Heat Illness Prevention
California has one of the nation's strongest heat illness standards because outdoor workers, including many in construction, face real danger from heat. Employers must provide enough fresh, cool drinking water for each worker to drink about 1 quart per hour, and must provide shade that workers can use whenever the temperature reaches 80 degrees Fahrenheit or whenever a worker requests it. Workers must be allowed a preventive cool-down rest of at least 5 minutes in the shade when they feel the need, and the employer must have a written heat illness prevention plan and acclimatize new or returning workers to the heat.
Personal Protective Equipment and Recordkeeping
When hazards cannot be eliminated by other means, employers must provide personal protective equipment (PPE) such as hard hats, safety glasses, gloves, hearing protection, and respirators, and with few exceptions the employer must pay for required PPE at no cost to the worker. Employers must also keep records of work-related injuries and illnesses on the Cal/OSHA Form 300 log, prepare a year-end summary on Form 300A, and post that summary in the workplace from February 1 through April 30 each year. Many smaller and lower-hazard employers are partially exempt from the routine log requirement.

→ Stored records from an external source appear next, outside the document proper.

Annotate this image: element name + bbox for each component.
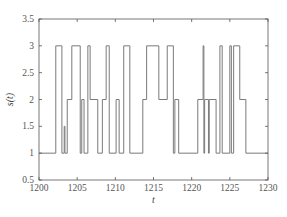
y-tick-label: 2.5 (22, 68, 34, 78)
x-tick-label: 1220 (182, 183, 201, 193)
x-tick-label: 1205 (68, 183, 87, 193)
x-tick-label: 1210 (106, 183, 125, 193)
y-tick-label: 0.5 (22, 175, 34, 185)
y-tick-label: 2 (29, 95, 34, 105)
signal-series (39, 46, 268, 153)
x-tick-labels: 1200120512101215122012251230 (30, 183, 278, 193)
y-tick-label: 3.5 (22, 14, 34, 24)
y-tick-label: 1 (29, 148, 34, 158)
y-tick-labels: 0.511.522.533.5 (22, 14, 34, 185)
series-line (39, 46, 268, 153)
y-axis-label: s(t) (4, 92, 16, 106)
y-tick-label: 1.5 (22, 121, 34, 131)
y-tick-label: 3 (29, 41, 34, 51)
x-tick-label: 1230 (259, 183, 278, 193)
x-axis-label: t (152, 194, 155, 205)
x-tick-label: 1225 (220, 183, 239, 193)
step-chart: 1200120512101215122012251230 0.511.522.5… (0, 0, 287, 217)
x-tick-label: 1215 (144, 183, 163, 193)
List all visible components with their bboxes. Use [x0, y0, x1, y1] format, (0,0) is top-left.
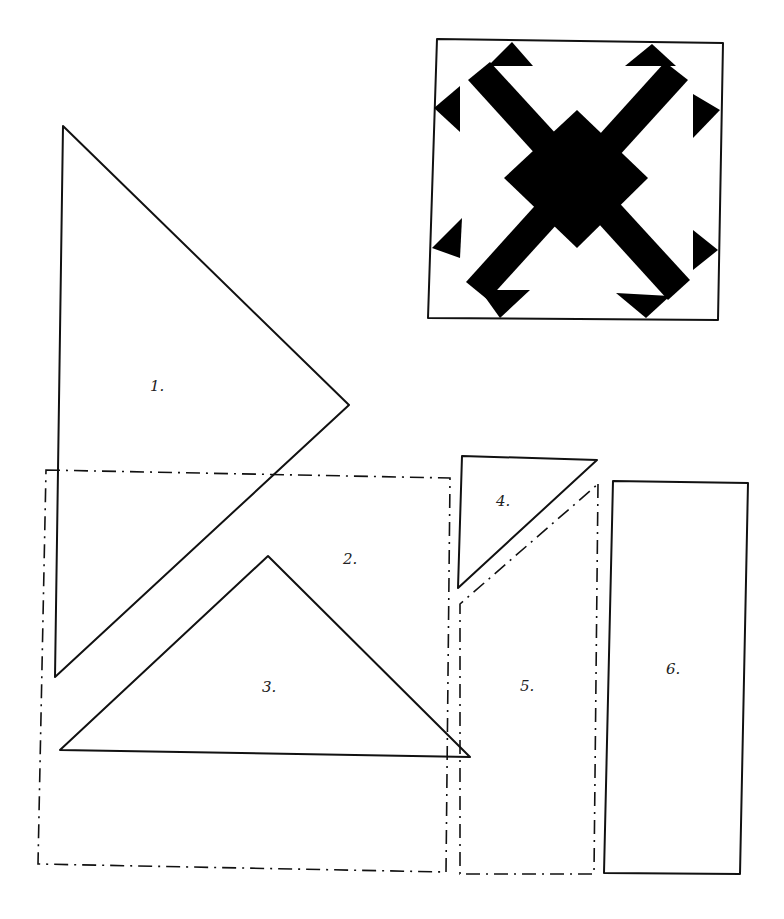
- quilt-block-preview: [428, 39, 723, 320]
- pattern-diagram: 1. 2. 3. 4. 5. 6.: [0, 0, 784, 919]
- piece-2-label: 2.: [342, 550, 357, 568]
- piece-4-label: 4.: [495, 492, 510, 510]
- piece-3: 3.: [60, 556, 470, 757]
- piece-6-label: 6.: [666, 660, 680, 678]
- piece-5: 5.: [460, 484, 598, 874]
- arrowhead-bl-b: [480, 290, 530, 318]
- piece-1-label: 1.: [150, 377, 164, 395]
- arrowhead-tl-a: [488, 42, 533, 66]
- arrowhead-tr-b: [693, 94, 720, 138]
- arrowhead-tl-b: [434, 86, 460, 132]
- piece-2: 2.: [38, 470, 450, 872]
- arrowhead-br-b: [616, 293, 670, 318]
- piece-5-label: 5.: [520, 677, 534, 695]
- arrowhead-bl-a: [432, 218, 462, 258]
- piece-3-label: 3.: [262, 678, 276, 696]
- piece-4: 4.: [458, 456, 597, 588]
- arrowhead-br-a: [693, 230, 718, 270]
- arrowhead-tr-a: [625, 44, 676, 66]
- piece-6: 6.: [604, 481, 748, 874]
- piece-1: 1.: [55, 126, 349, 677]
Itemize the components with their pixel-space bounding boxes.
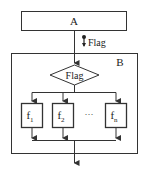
block-a: A	[22, 12, 127, 31]
decision-diamond: Flag	[50, 65, 99, 85]
signal-arrow-icon	[82, 43, 86, 47]
function-box-f1: f1	[22, 104, 43, 128]
block-a-label: A	[70, 15, 78, 27]
function-subscript: 1	[30, 116, 34, 124]
distribution-lines	[32, 85, 116, 101]
merge-lines	[32, 128, 116, 163]
function-box-f2: f2	[53, 104, 74, 128]
flag-signal: Flag	[82, 35, 106, 48]
function-subscript: n	[114, 116, 118, 124]
block-b-label: B	[116, 56, 123, 68]
decision-label: Flag	[66, 70, 84, 81]
function-subscript: 2	[61, 116, 65, 124]
signal-label: Flag	[88, 37, 106, 48]
flowchart: A Flag B Flag f1 f2 ···	[0, 0, 146, 176]
ellipsis: ···	[85, 109, 94, 119]
function-box-fn: fn	[106, 104, 127, 128]
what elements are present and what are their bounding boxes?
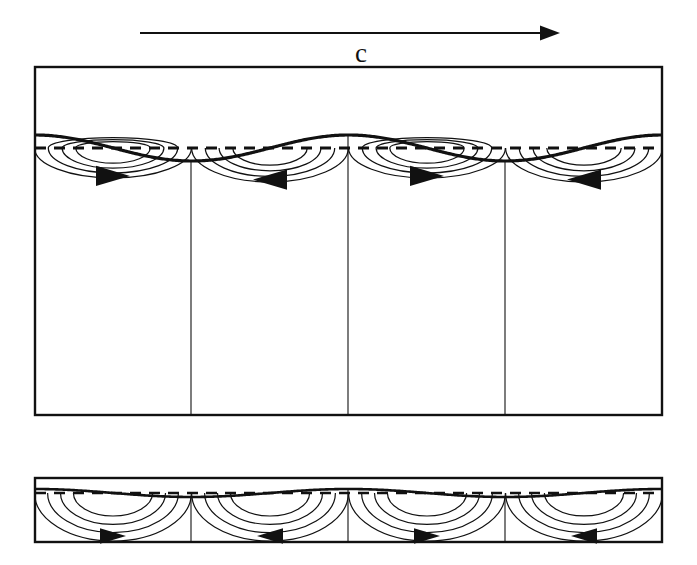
orbit-arc-shallow bbox=[532, 493, 637, 524]
orbit-arc-shallow bbox=[230, 493, 309, 516]
orbit-arc-lower bbox=[205, 148, 334, 176]
orbit-arc-lower bbox=[48, 148, 177, 173]
wave-orbital-diagram bbox=[0, 0, 697, 565]
orbit-arc-lower bbox=[533, 148, 635, 171]
orbit-arc-shallow bbox=[218, 493, 323, 524]
orbit-direction-arrow-left bbox=[567, 169, 601, 189]
orbit-arc-shallow bbox=[205, 493, 336, 533]
orbit-arc-lower bbox=[519, 148, 648, 176]
orbit-direction-arrow-right bbox=[96, 166, 130, 186]
orbit-arc-lower bbox=[547, 148, 621, 165]
celerity-arrow-head bbox=[540, 26, 560, 41]
orbit-direction-arrow-right bbox=[410, 166, 444, 186]
orbit-arc-lower bbox=[233, 148, 307, 165]
orbit-arc-shallow bbox=[362, 493, 493, 533]
celerity-label: c bbox=[355, 40, 367, 67]
orbit-arc-shallow bbox=[375, 493, 480, 524]
orbit-direction-arrow-left bbox=[253, 169, 287, 189]
orbit-arc-shallow bbox=[73, 493, 152, 516]
orbit-arc-shallow bbox=[48, 493, 179, 533]
figure-canvas: c bbox=[0, 0, 697, 565]
orbit-arc-shallow bbox=[61, 493, 166, 524]
orbit-arc-shallow bbox=[387, 493, 466, 516]
orbit-arc-lower bbox=[362, 148, 491, 173]
orbit-arc-shallow bbox=[544, 493, 623, 516]
orbit-arc-shallow bbox=[519, 493, 650, 533]
orbit-arc-lower bbox=[219, 148, 321, 171]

Hazardous Materials — Asbestos, Lead, and Silica
Some construction materials carry serious long-term health hazards and have their own strict Cal/OSHA rules. Asbestos, found in older insulation, flooring, and roofing, can cause lung disease and cancer, and contractors performing significant asbestos work must be registered with Cal/OSHA. Lead, common in paint in buildings built before 1978, requires special controls under the construction lead standard, and respirable crystalline silica dust from cutting concrete, masonry, or stone can cause silicosis, so employers must control the dust with water or ventilation and follow an exposure control plan.